ARTISTS
Join us Saturday November 16 for a program in conjunction with the exhibition Jia Sung: Chaos, Whims, Lust with Christina Ko, Catalina Ouyang, and Larissa Pham. Each artist will present a piece of writing or body of artwork that expands on themes within Chaos, Whims, Lust, followed by a conversation with Sung.
Catalina Ouyang will read a lyric essay that takes up Journey to the West as a framing conceit. Christina Ko will discuss her body of artworks as they relate to themes in the exhibition such as a hero’s journey and the role of the female figure, subversive space, and the title Chaos, Whims, Lust. Larissa Pham will read from Fantasian, her 2016 novella dealing with themes of identity formation, Asian-American womanhood, and duplicity.
About the Exhibition
Chaos, Whims, Lust is an exhibition by artist Jia Sung that examines the role of the female trickster figure, replacing canonized patriarchal motifs in folklore with narratives of sisterhood, matriarchy, and rebellion. Comprised of over fifty figurative ink and gouache drawings accompanied by handwritten verse and prose poetry, the exhibition takes the form of a spatialized book that reads from right to left around the gallery space.
About the Presenters
Christina Ko is a Korean American artist living and working in Queens, NY. She received her BFA from Cornell University in 2013 and has since then shown her work in Los Angeles, CA, Washington D.C., and in around NYC. Selected exhibitions include: “Downloading Place”, Wave Hill, Bronx, NY (2019); “Fever Lure”, Selenas Mountain Gallery, Brooklyn, NY (2019); “Crossover: East and West”, Korean Cultural Center, Washington D.C. (2018), and “Nightcall”, Public Address Gallery, Brooklyn, NY (2017).

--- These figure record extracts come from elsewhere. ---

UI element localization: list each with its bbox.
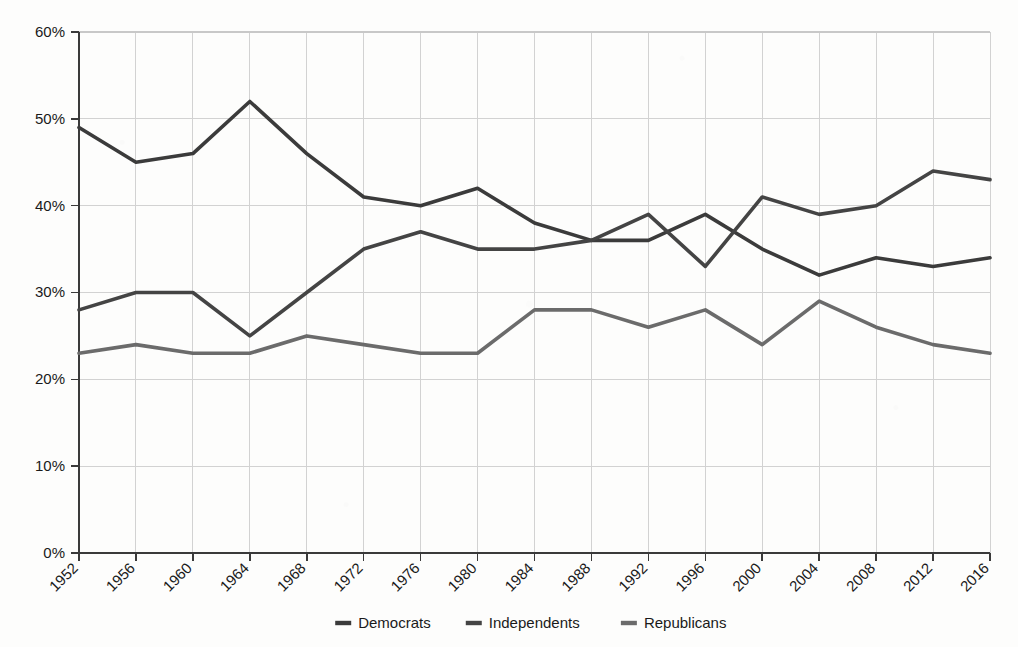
- legend-label: Independents: [489, 614, 580, 631]
- x-tick-label: 1992: [615, 559, 651, 595]
- line-chart: 0%10%20%30%40%50%60% 1952195619601964196…: [0, 0, 1018, 647]
- x-tick-label: 2016: [957, 559, 993, 595]
- x-tick-label: 1964: [216, 559, 252, 595]
- x-tick-labels: 1952195619601964196819721976198019841988…: [46, 559, 993, 595]
- x-tick-label: 2008: [843, 559, 879, 595]
- y-tick-label: 40%: [35, 197, 65, 214]
- y-tick-labels: 0%10%20%30%40%50%60%: [35, 23, 65, 561]
- y-tick-label: 60%: [35, 23, 65, 40]
- x-tick-label: 1968: [273, 559, 309, 595]
- x-tick-label: 1956: [102, 559, 138, 595]
- y-tick-label: 50%: [35, 110, 65, 127]
- legend-label: Republicans: [644, 614, 727, 631]
- y-tick-label: 10%: [35, 457, 65, 474]
- chart-legend: DemocratsIndependentsRepublicans: [335, 614, 726, 631]
- legend-item-republicans[interactable]: Republicans: [621, 614, 727, 631]
- x-axis: [79, 553, 990, 561]
- x-tick-label: 1996: [672, 559, 708, 595]
- legend-label: Democrats: [358, 614, 431, 631]
- y-tick-label: 20%: [35, 370, 65, 387]
- x-tick-label: 2004: [786, 559, 822, 595]
- y-tick-label: 30%: [35, 283, 65, 300]
- x-tick-label: 1988: [558, 559, 594, 595]
- legend-item-democrats[interactable]: Democrats: [335, 614, 431, 631]
- x-tick-label: 1952: [46, 559, 82, 595]
- y-tick-label: 0%: [43, 544, 65, 561]
- x-tick-label: 2012: [900, 559, 936, 595]
- y-axis: [71, 32, 79, 553]
- legend-item-independents[interactable]: Independents: [466, 614, 580, 631]
- chart-canvas: 0%10%20%30%40%50%60% 1952195619601964196…: [0, 0, 1018, 647]
- x-tick-label: 1960: [159, 559, 195, 595]
- x-tick-label: 1972: [330, 559, 366, 595]
- x-tick-label: 1976: [387, 559, 423, 595]
- gridlines: [79, 32, 990, 553]
- x-tick-label: 1980: [444, 559, 480, 595]
- x-tick-label: 2000: [729, 559, 765, 595]
- x-tick-label: 1984: [501, 559, 537, 595]
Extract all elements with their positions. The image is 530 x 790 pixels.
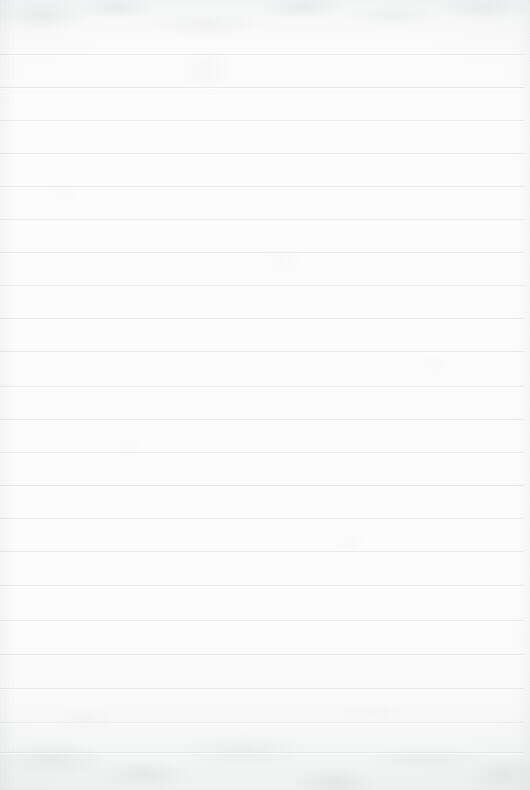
page-content-area[interactable] <box>0 0 530 790</box>
lined-paper-page <box>0 0 530 790</box>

Her work has also been featured in Gallery Gurls, the Arcade Project Zine, Hiss Magazine, The Fader magazine, The Washington Post, and Ballpit Magazine.
Catalina Ouyang is a visual artist and child of the Chinese diaspora by way of St. Louis, New Jersey, and a cul-de-sac outside of Chicago. Her non-disciplinary practice spans sculpture, text, installation, performance, video, and participatory projects, among other modalities, exploring the interstices of myth, desire, subjugation, and monstrosity. Ouyang has had solo exhibitions at Rubber Factory (New York, NY), Selena Gallery (Brooklyn, NY), Make Room (Los Angeles, CA), Trestle Projects (Brooklyn, NY), the Millitzer Gallery (St. Louis, MO), and fort gondo compound for the arts (St. Louis, MO). Her work has been included in group exhibitions internationally, including at Helena Anrather (New York, NY), fffriedrich (Frankfurt, Germany), like a little disaster (Polignano a Mare, Italy), Anonymous Gallery (Mexico City, Mexico), projects+gallery (St. Louis, Missouri), No Place (Columbus, Ohio), and Gallery 400 (Chicago, IL). She holds an MFA in Sculpture from Yale University.
Larissa Pham is an artist and writer based in Brooklyn. She is the author of Fantasian (Badlands Unlimited 2016). Pham is the “Devil in the Details” columnist at the Paris Review Daily, and has published essays and criticism in POETRY, The Nation, Art in America, Guernica, Bookforum, Village Voice, and elsewhere. In 2017, Pham was an inaugural Yi Dae Up fellowship recipient from the Jack Jones Literary Arts Retreat. She has taught with the Asian American Writers Workshop and Kundiman.